Why SA prices have been high
South Australia has long carried some of the highest electricity prices in the National Electricity Market, and the reasons are structural. The state is at the end of the grid with limited interconnection to the eastern states, it has no local coal generation left, and it has historically leaned on gas-fired generation, which sets a high wholesale price when it is running.
A relatively small and spread-out population also means network costs are shared across fewer customers over long distances. None of this makes SA a lost cause — but it does mean the underlying cost base is higher, which makes getting onto the right plan matter more, not less.
A world-leading solar grid
South Australia has among the highest rooftop-solar penetration in the world. On mild, sunny days rooftop solar can supply a very large share of the whole state’s demand, pushing daytime wholesale prices down toward — and sometimes below — zero. The state has also added large-scale wind, grid batteries and interconnection to firm this up.
For households, this changes what a good plan looks like. Daytime power is often cheap and evenings expensive, so time-of-use tariffs, feed-in tariffs for exported solar, and shifting usage into the middle of the day can matter more in SA than almost anywhere else. A plan that suits a solar home with a battery is very different from one that suits an all-evening household.
One network, competitive retail
South Australia has a single distribution network, run by SA Power Networks, covering the whole state — so unlike NSW or Victoria there is only one set of regulated network charges to reckon with. The retail market itself is competitive and part of the NEM, so households can and should shop around.
SA uses the national Default Market Offer as its safety-net price and reference benchmark, giving you a common yardstick to measure market offers against. Because the state’s cost base is high, the gap between the cheapest and most expensive plans can be substantial.
How to compare and switch in SA
Switching is free and does not interrupt supply. The key in SA is not to be seduced by a big feed-in tariff or a large discount in isolation — a generous feed-in rate paired with high usage charges can leave you worse off overall.
EnergySorted costs every AER-listed retailer’s plans against your real usage, your solar export and the SA Power Networks charges, so the ranking reflects the net annual dollars you would actually pay. It is about $39 a year and takes no retailer commissions, so a high advertised feed-in tariff cannot buy its way up the list.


_WHAT YOU ARE ASKED TO DO_: From the entries that follow, report every line in which "Training" occurs.

(Web page and app entries)
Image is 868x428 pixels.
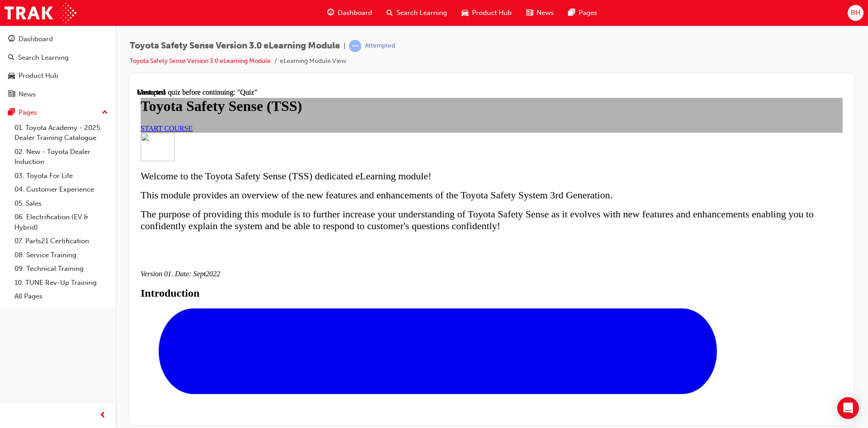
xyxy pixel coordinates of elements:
a: All Pages [11,289,112,303]
span: search-icon [387,7,393,19]
button: BH [848,5,864,21]
button: Pages [3,104,112,121]
span: search-icon [8,54,15,62]
span: Search Learning [397,8,447,18]
a: guage-iconDashboard [320,3,379,22]
em: Version 01. Date: Sep 2022 [3,181,84,189]
div: Dashboard [19,34,53,44]
span: Welcome to the Toyota Safety Sense (TSS) dedicated eLearning module! [3,82,295,93]
a: 06. Electrification (EV & Hybrid) [11,210,112,234]
span: news-icon [8,91,15,98]
h2: Introduction [3,198,706,211]
span: guage-icon [8,35,15,43]
img: Trak [4,3,77,23]
a: 09. Technical Training [11,261,112,275]
a: Product Hub [3,67,112,85]
span: Product Hub [472,8,512,18]
a: START COURSE [3,36,56,44]
span: News [537,8,554,18]
a: Dashboard [3,31,112,47]
span: The purpose of providing this module is to further increase your understanding of Toyota Safety S... [3,120,677,143]
a: 03. Toyota For Life [11,169,112,183]
span: Dashboard [338,8,372,18]
div: News [19,89,35,99]
a: pages-iconPages [561,3,604,22]
span: news-icon [527,7,534,19]
a: 07. Parts21 Certification [11,234,112,248]
span: pages-icon [8,109,15,116]
span: This module provides an overview of the new features and enhancements of the Toyota Safety System... [3,101,476,112]
a: 02. New - Toyota Dealer Induction [11,145,112,169]
button: DashboardSearch LearningProduct HubNews [3,29,112,104]
a: 01. Toyota Academy - 2025 Dealer Training Catalogue [11,121,112,145]
a: 04. Customer Experience [11,182,112,197]
span: Toyota Safety Sense Version 3.0 eLearning Module [130,41,340,51]
a: Search Learning [3,49,112,66]
a: news-iconNews [519,3,561,22]
li: eLearning Module View [280,56,347,66]
a: 08. Service Training [11,248,112,262]
a: car-iconProduct Hub [454,3,519,22]
div: Search Learning [18,53,69,63]
span: prev-icon [99,410,106,421]
h1: Toyota Safety Sense (TSS) [3,9,706,26]
div: Product Hub [19,71,59,81]
span: up-icon [102,107,108,118]
span: pages-icon [568,7,575,19]
a: News [3,86,112,103]
span: | [344,41,346,51]
a: 05. Sales [11,197,112,211]
span: car-icon [462,7,468,19]
a: 10. TUNE Rev-Up Training [11,275,112,290]
div: Pages [19,107,37,117]
span: car-icon [8,72,15,80]
span: learningRecordVerb_ATTEMPT-icon [349,40,361,52]
span: guage-icon [328,7,334,19]
s: t [67,181,69,189]
span: Pages [578,8,597,18]
a: Toyota Safety Sense Version 3.0 eLearning Module [130,57,271,65]
div: Open Intercom Messenger [838,397,859,419]
span: BH [851,8,860,18]
a: search-iconSearch Learning [379,3,454,22]
div: Attempted [365,41,395,50]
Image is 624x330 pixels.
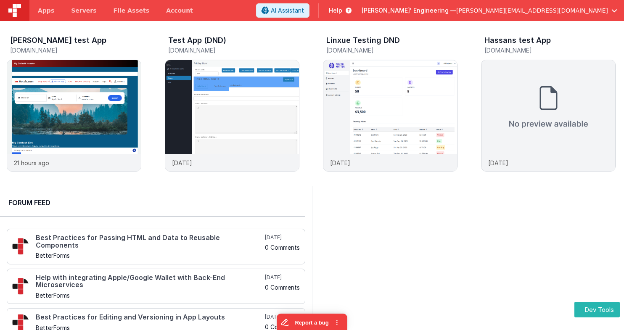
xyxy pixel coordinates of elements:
[265,284,300,291] h5: 0 Comments
[488,159,509,167] p: [DATE]
[168,47,300,53] h5: [DOMAIN_NAME]
[330,159,350,167] p: [DATE]
[114,6,150,15] span: File Assets
[265,234,300,241] h5: [DATE]
[12,238,29,255] img: 295_2.png
[71,6,96,15] span: Servers
[172,159,192,167] p: [DATE]
[8,198,297,208] h2: Forum Feed
[265,244,300,251] h5: 0 Comments
[485,36,551,45] h3: Hassans test App
[36,234,263,249] h4: Best Practices for Passing HTML and Data to Reusable Components
[38,6,54,15] span: Apps
[457,6,608,15] span: [PERSON_NAME][EMAIL_ADDRESS][DOMAIN_NAME]
[36,274,263,289] h4: Help with integrating Apple/Google Wallet with Back-End Microservices
[12,278,29,295] img: 295_2.png
[36,292,263,299] h5: BetterForms
[36,314,263,321] h4: Best Practices for Editing and Versioning in App Layouts
[36,252,263,259] h5: BetterForms
[485,47,616,53] h5: [DOMAIN_NAME]
[10,36,106,45] h3: [PERSON_NAME] test App
[265,324,300,330] h5: 0 Comments
[326,47,458,53] h5: [DOMAIN_NAME]
[168,36,226,45] h3: Test App (DND)
[7,229,305,265] a: Best Practices for Passing HTML and Data to Reusable Components BetterForms [DATE] 0 Comments
[10,47,141,53] h5: [DOMAIN_NAME]
[362,6,457,15] span: [PERSON_NAME]' Engineering —
[329,6,342,15] span: Help
[7,269,305,305] a: Help with integrating Apple/Google Wallet with Back-End Microservices BetterForms [DATE] 0 Comments
[265,314,300,321] h5: [DATE]
[265,274,300,281] h5: [DATE]
[575,302,620,318] button: Dev Tools
[271,6,304,15] span: AI Assistant
[326,36,400,45] h3: Linxue Testing DND
[362,6,618,15] button: [PERSON_NAME]' Engineering — [PERSON_NAME][EMAIL_ADDRESS][DOMAIN_NAME]
[256,3,310,18] button: AI Assistant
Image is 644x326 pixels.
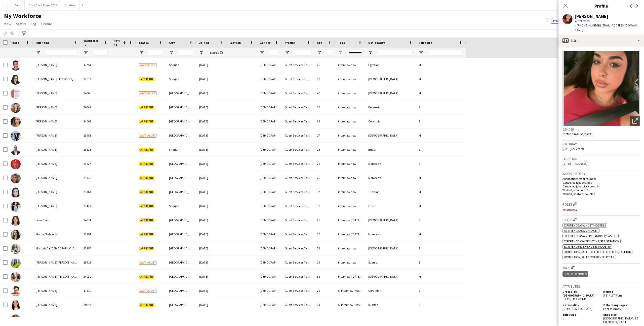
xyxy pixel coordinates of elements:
span: Waiting list [139,92,156,95]
div: Guest Services Team [282,100,314,114]
div: [DEMOGRAPHIC_DATA] [257,213,282,227]
div: Guest Services Team [282,156,314,170]
div: S [416,213,466,227]
div: 24014 [81,213,111,227]
div: [DATE] [196,199,227,213]
div: 23485 [81,128,111,142]
span: Photo [10,41,19,44]
h3: Profile [559,3,644,9]
div: [DATE] [196,86,227,100]
span: Experience as a Host/Hostess [564,224,606,227]
div: interview now [335,114,365,128]
span: Waiting list [139,261,156,264]
div: Moroccan [365,227,416,241]
div: 23825 [81,142,111,156]
span: Joined [199,41,209,44]
div: M [416,199,466,213]
img: Crew avatar or photo [563,51,640,126]
div: interview now [335,241,365,255]
div: 22013 [81,72,111,86]
span: [PERSON_NAME] [36,147,57,151]
div: interview now [335,128,365,142]
input: Workforce ID Filter Input [92,49,108,56]
span: [PERSON_NAME] [36,176,57,180]
div: S [416,156,466,170]
div: [DATE] [196,156,227,170]
div: S [416,241,466,255]
div: [DATE] [196,241,227,255]
div: [DEMOGRAPHIC_DATA] [257,269,282,283]
img: Fadwa Benrioui [10,159,21,169]
div: [DEMOGRAPHIC_DATA] [257,128,282,142]
div: M [416,170,466,185]
p: Worked jobs total count: 0 [563,192,640,195]
div: [DEMOGRAPHIC_DATA] [257,283,282,297]
div: [DATE] [196,58,227,72]
div: Spanish [365,255,416,269]
div: S [416,142,466,156]
span: Applicant [139,247,155,250]
div: [DATE] [196,100,227,114]
button: Open Filter Menu [285,50,290,55]
span: Applicant [139,120,155,123]
div: 27 [314,128,335,142]
img: Darya Salauyova [10,103,21,113]
div: [DEMOGRAPHIC_DATA] [257,100,282,114]
h3: Roles [563,201,640,206]
div: [DATE] [196,227,227,241]
div: [GEOGRAPHIC_DATA] [166,255,196,269]
div: [DEMOGRAPHIC_DATA] [257,297,282,311]
div: Sharjah [166,58,196,72]
div: S [416,297,466,311]
div: [DEMOGRAPHIC_DATA] [257,86,282,100]
div: S [416,311,466,326]
div: S [416,283,466,297]
img: Abdalla Nashat [10,60,21,70]
span: Majda El abboubi [36,232,58,236]
span: View [4,22,11,26]
div: [PERSON_NAME] [575,14,609,19]
div: Sharjah [166,199,196,213]
div: [DEMOGRAPHIC_DATA] [365,128,416,142]
img: Diana Carolina [10,117,21,127]
h3: Work history [563,171,640,176]
div: interview now [335,185,365,199]
span: Experience as a Merchandiser/Cashier [564,234,618,238]
span: Promotion/Sales Experience: Retail [564,255,615,259]
div: interview now [335,199,365,213]
div: [GEOGRAPHIC_DATA] [166,227,196,241]
span: Rating [114,39,121,46]
div: [DEMOGRAPHIC_DATA] [257,72,282,86]
div: Russian [365,311,416,326]
div: 25 [314,170,335,185]
input: Profile Filter Input [294,49,311,56]
img: Ranem Zaino [10,272,21,282]
button: Open Filter Menu [368,50,373,55]
div: M [416,72,466,86]
span: Not rated [578,19,590,23]
div: 31 [314,269,335,283]
img: Hanene Dhaoui [10,187,21,197]
div: Sharjah [166,72,196,86]
div: 30 [314,227,335,241]
span: [PERSON_NAME] [36,190,57,194]
input: Full Name Filter Input [45,49,77,56]
img: Clarissa Michaels [10,88,21,99]
div: 23478 [81,170,111,185]
div: Guest Services Team [282,227,314,241]
h3: Birthday [563,142,640,146]
button: Open Filter Menu [317,50,322,55]
div: [DEMOGRAPHIC_DATA] [365,241,416,255]
div: 28 [314,156,335,170]
button: Zaid [10,0,24,10]
div: Sharjah [166,142,196,156]
div: 5_Interview_Host, interview now [335,283,365,297]
div: S [416,255,466,269]
img: Dina Mendlawi [10,131,21,141]
img: Clarissa El jurdi [10,74,21,85]
p: Incomplete [563,208,640,211]
div: 23423 [81,199,111,213]
div: Russian [365,297,416,311]
button: Everyone12,911 [551,18,578,24]
button: Open Filter Menu [260,50,264,55]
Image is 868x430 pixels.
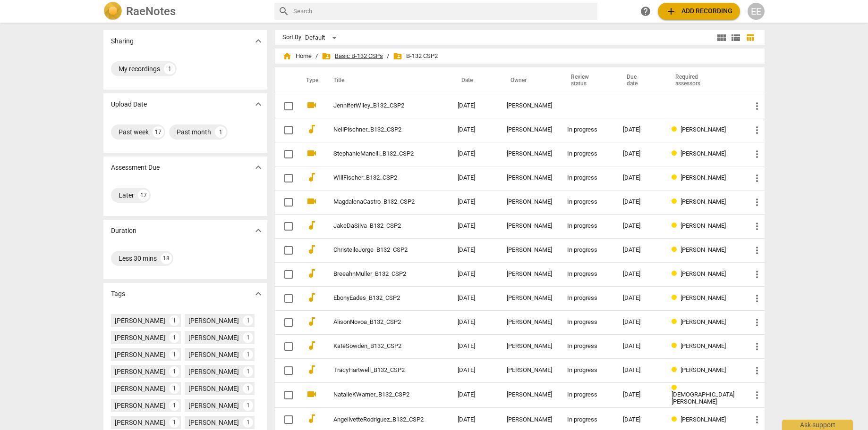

_PROBLEM SOLUTION_:
a: 09. Technical Training [11,261,112,275]
a: 01. Toyota Academy - 2025 Dealer Training Catalogue [11,121,112,145]
a: 08. Service Training [11,248,112,262]
a: 10. TUNE Rev-Up Training [11,275,112,290]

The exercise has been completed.